I can’t remember why I took pictures of the day, but it seemed important at the time. The sky was blue, the clouds cumulus. The fields were green with hope but the yellow of the incoming wheat seemed a cruel laughter of the earth that had just soaked up your blood.
They said we couldn’t have a funeral – too much destruction. The body bag was paisley which still discomfits me. I heard them zip it up all the way across the yard as it sealed up your days.
The detectives in yellow slickers stood around your remains – a band of question marks in the rain. I broke through the yellow tape in my mind. It wasn’t a crime scene I screamed. I put you back together, taped you up with snoopy band-aids, and carried you home in my mind.
But they still asked me where to take your body.
They still took you away and left me there.
I still can’t breathe.
The letter said you loved me, and it wasn’t my fault. I’m your mom. It’s all my fault. I’m still insulted that you told me not to forget Anna. You were my son, my first love. But she is the love of my life. You’ll never father children so you’ll never understand and I’m still mad at you for that. You killed my grandchildren when you took your life.
I’m different now. My middle got rounder and thicker. My face changed; my nose looks crooked, and my lips are out of line.
Your death was a violent blow to me.
I felt my DNA change.
My ears ring the death bell every time I awake.
The flowers look the same today as they did yesterday, and I grow weary of changing them. I never knew they could be as expensive as your high school wardrobe. I envision a life where one day I’ll stop coming here and I’ll let you go for good like you did us.
Today is that day.
I’ve been saying it for some years now. It would be like going out to work without combing my hair or brushing my teeth. This death of yours is just a part of my life now. Damn this choice of yours, I say. But I come anyway.
But today is the day, and I’m sure this time.
You know, I knew you were gone from this earth before it was ever confirmed. Your text message said, “I’m sorry, Mom. I love you” and my heart crashed loud in my ears. I screamed out as I got up to do all the things – call your friends, call the family, and try to find you. I think of how we sent people in every direction so fast – lives scrambled with urgency all over the county driving the highways hoping to see you walking. But you were gone – a twisted game of hide-n-go-seek.
The phone call was so cold. “Chris is dead,” she said. I’ve hated that woman ever since she spoke those words into the phone. I’ve tried to forgive her for your death, but I’d rather stay mad at flesh that is here than flesh that is not.
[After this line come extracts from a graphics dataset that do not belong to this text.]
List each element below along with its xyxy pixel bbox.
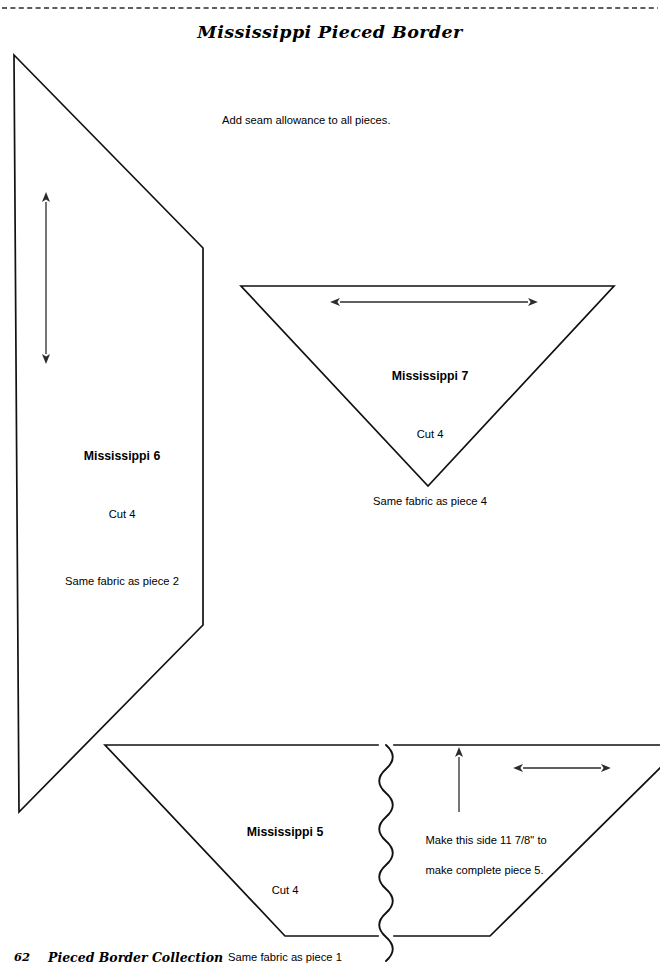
piece-name-mississippi-7: Mississippi 7	[330, 369, 530, 385]
piece-fabric-note-mississippi-6: Same fabric as piece 2	[20, 574, 224, 588]
callout-line-1: Make this side 11 7/8" to	[425, 834, 546, 846]
callout-line-2: make complete piece 5.	[425, 864, 543, 876]
piece-cut-mississippi-5: Cut 4	[185, 883, 385, 897]
piece-name-mississippi-5: Mississippi 5	[185, 825, 385, 841]
piece-cut-mississippi-7: Cut 4	[330, 427, 530, 441]
piece-cut-mississippi-6: Cut 4	[20, 507, 224, 521]
piece-label-mississippi-5: Mississippi 5 Cut 4 Same fabric as piece…	[185, 784, 385, 966]
page-footer: 62 Pieced Border Collection	[0, 950, 660, 966]
measurement-callout: Make this side 11 7/8" to make complete …	[413, 818, 547, 894]
pattern-page: Mississippi Pieced Border Add seam allow…	[0, 0, 660, 966]
page-title: Mississippi Pieced Border	[0, 21, 660, 43]
piece-label-mississippi-6: Mississippi 6 Cut 4 Same fabric as piece…	[20, 408, 224, 629]
piece-name-mississippi-6: Mississippi 6	[20, 449, 224, 465]
piece-fabric-note-mississippi-7: Same fabric as piece 4	[330, 494, 530, 508]
footer-book-title: Pieced Border Collection	[48, 950, 223, 965]
piece-label-mississippi-7: Mississippi 7 Cut 4 Same fabric as piece…	[330, 328, 530, 549]
footer-page-number: 62	[14, 950, 30, 964]
seam-allowance-note: Add seam allowance to all pieces.	[222, 113, 391, 127]
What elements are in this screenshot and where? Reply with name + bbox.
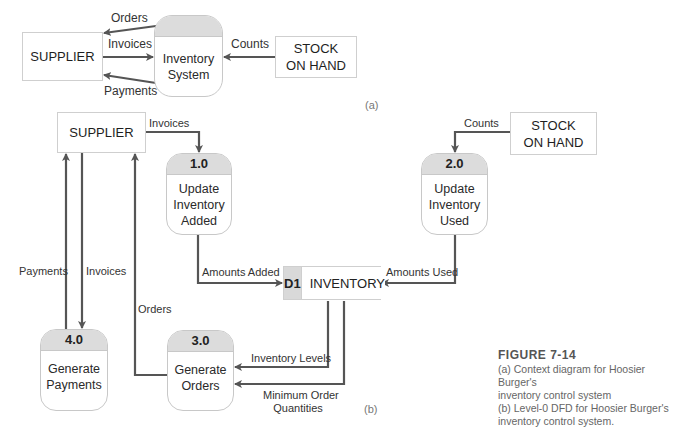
flow-label-counts: Counts [231, 38, 269, 51]
flow-label-line: Minimum Order [263, 389, 333, 402]
flow-payments-arrow [104, 75, 156, 83]
data-store-d1-inventory: D1 INVENTORY [283, 266, 381, 300]
entity-label-line: STOCK [286, 40, 346, 57]
subfigure-label-a: (a) [365, 99, 378, 111]
process-1-update-inventory-added: 1.0 Update Inventory Added [166, 153, 232, 235]
caption-line: inventory control system. [498, 415, 678, 428]
flow-label-orders: Orders [111, 12, 148, 25]
flow-label-invoices-to-1: Invoices [149, 117, 189, 130]
process-label-line: Inventory [173, 197, 224, 213]
entity-label: SUPPLIER [69, 124, 133, 141]
flow-label-line: Quantities [263, 402, 333, 415]
process-id: 2.0 [422, 154, 487, 175]
figure-number: FIGURE 7-14 [498, 348, 678, 363]
flow-label-payments: Payments [104, 85, 157, 98]
entity-label-line: ON HAND [524, 134, 584, 151]
data-store-id: D1 [284, 267, 302, 299]
process-4-generate-payments: 4.0 Generate Payments [40, 329, 108, 411]
process-body: Inventory System [155, 37, 222, 96]
process-label-line: Orders [174, 378, 226, 394]
flow-orders-arrow [104, 26, 156, 33]
caption-line: (b) Level-0 DFD for Hoosier Burger's [498, 402, 678, 415]
data-store-name: INVENTORY [302, 267, 385, 299]
flow-label-payments-b: Payments [19, 265, 68, 278]
flow-label-amounts-used: Amounts Used [386, 266, 458, 279]
process-label-line: Used [429, 213, 480, 229]
flow-label-invoices: Invoices [108, 38, 152, 51]
process-body: Update Inventory Used [422, 175, 487, 234]
flow-label-amounts-added: Amounts Added [202, 266, 280, 279]
flow-orders-arrow-b [135, 154, 167, 375]
process-label-line: Inventory [163, 51, 214, 67]
flow-label-min-order-quantities: Minimum Order Quantities [263, 389, 333, 415]
process-body: Generate Orders [168, 352, 233, 410]
level0-stock-on-hand-entity: STOCK ON HAND [510, 112, 597, 155]
level0-supplier-entity: SUPPLIER [57, 112, 146, 153]
process-label-line: Update [173, 181, 224, 197]
flow-label-orders-b: Orders [138, 303, 172, 316]
process-id: 3.0 [168, 331, 233, 352]
flow-counts-to-2-arrow [455, 132, 510, 152]
process-label-line: Payments [46, 377, 102, 393]
figure-caption: FIGURE 7-14 (a) Context diagram for Hoos… [498, 348, 678, 428]
process-label-line: Update [429, 181, 480, 197]
caption-line: inventory control system [498, 389, 678, 402]
flow-label-counts-to-2: Counts [464, 117, 499, 130]
entity-label-line: ON HAND [286, 57, 346, 74]
process-id: 4.0 [41, 330, 107, 351]
process-label-line: Inventory [429, 197, 480, 213]
flow-label-invoices-to-4: Invoices [86, 265, 126, 278]
context-stock-on-hand-entity: STOCK ON HAND [275, 36, 357, 78]
context-inventory-system-process: Inventory System [154, 15, 223, 97]
context-supplier-entity: SUPPLIER [22, 32, 103, 81]
process-label-line: System [163, 67, 214, 83]
entity-label-line: STOCK [524, 117, 584, 134]
caption-line: (a) Context diagram for Hoosier Burger's [498, 363, 678, 389]
process-body: Generate Payments [41, 351, 107, 410]
flow-invoices-to-1-arrow [146, 132, 199, 152]
entity-label: SUPPLIER [30, 48, 94, 65]
process-id: 1.0 [167, 154, 231, 175]
subfigure-label-b: (b) [364, 403, 377, 415]
process-label-line: Generate [46, 361, 102, 377]
process-2-update-inventory-used: 2.0 Update Inventory Used [421, 153, 488, 235]
flow-label-inventory-levels: Inventory Levels [251, 352, 331, 365]
process-3-generate-orders: 3.0 Generate Orders [167, 330, 234, 411]
process-label-line: Added [173, 213, 224, 229]
process-label-line: Generate [174, 362, 226, 378]
process-header [155, 16, 222, 37]
process-body: Update Inventory Added [167, 175, 231, 234]
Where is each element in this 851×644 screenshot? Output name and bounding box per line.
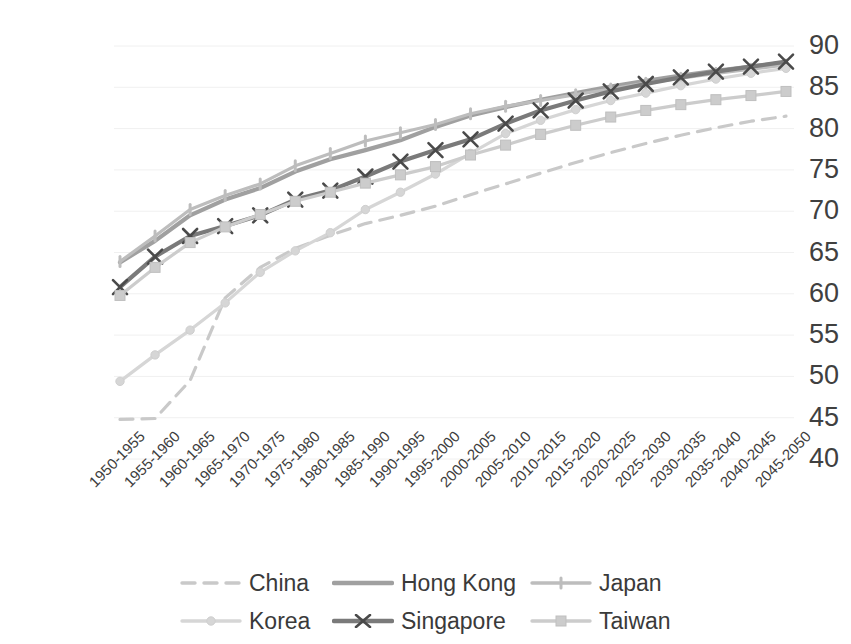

Your death is the most irrational thing that has ever happened to me – wrapped in unharmonious words and sounds, the flat keys of an out of tune piano attempting a haunting e minor – “Chris. Is. Dead.” The whole piano lies in ruins, its guts spilled out on the ground. All my insides are on my outside now and I feel everything.
Do you think if I stop coming here, I’d feel better? …says the living to the dead…
I have sat upon this dirt for six years now. Nothing has changed about your grave. The cross still stands in the same spot. The grass breaks beneath my feet in the cold winter and sprouts up new in the spring. The earth is not dead, only what lies beneath it. The earth is very much alive and moving and spinning and sprouting that awful yellow wheat that laughs and mocks every March. I am learning to laugh back though. I am learning that if I don’t grow, I’ll die too. The first year, I hid from brightness of the sun in a dark pill bottle perfectly prescribed to heal. I almost joined you here.
But I got better.
Sometimes now, when the fields begin their show, I stop and stare back. It is unharmed, unmoved, and continues its transformation into wheat. I have much to learn from its cruel progression.
One final walk down this path before I leave you today.
My father carried me to the crematory to pick up your remains. They handed me a blue bag with a box inside. I was shocked that your body weighed as little as it did the day I carried you out of the hospital in a car seat just twenty-three years prior. Scrambled messages tore my brain to shreds and all I could think of that made sense was that line in Emily Dickinson’s poem, Funeral in my Brain when she said, “and then a plank in reason broke and I fell
down
and
down….”
Daily for the last six years I have come to you and relived your unreasonable death as if I could somehow make you take back some of the pain you left me with.
Down
and
down…
But I’m tired of concrete and earth and your death wearying my soul. I desire to be alive again, dear son.
Today, I’m leaving you here with your choice. I love you. I am going to walk through a wheat field and let yellow life cling to my clothes and scratch my skin. Today is the last time I will live death with you.
Tomorrow I will brush my teeth and wash my face and step into a day that will end without this grave. I am sorry that you made this choice. But today, I choose life.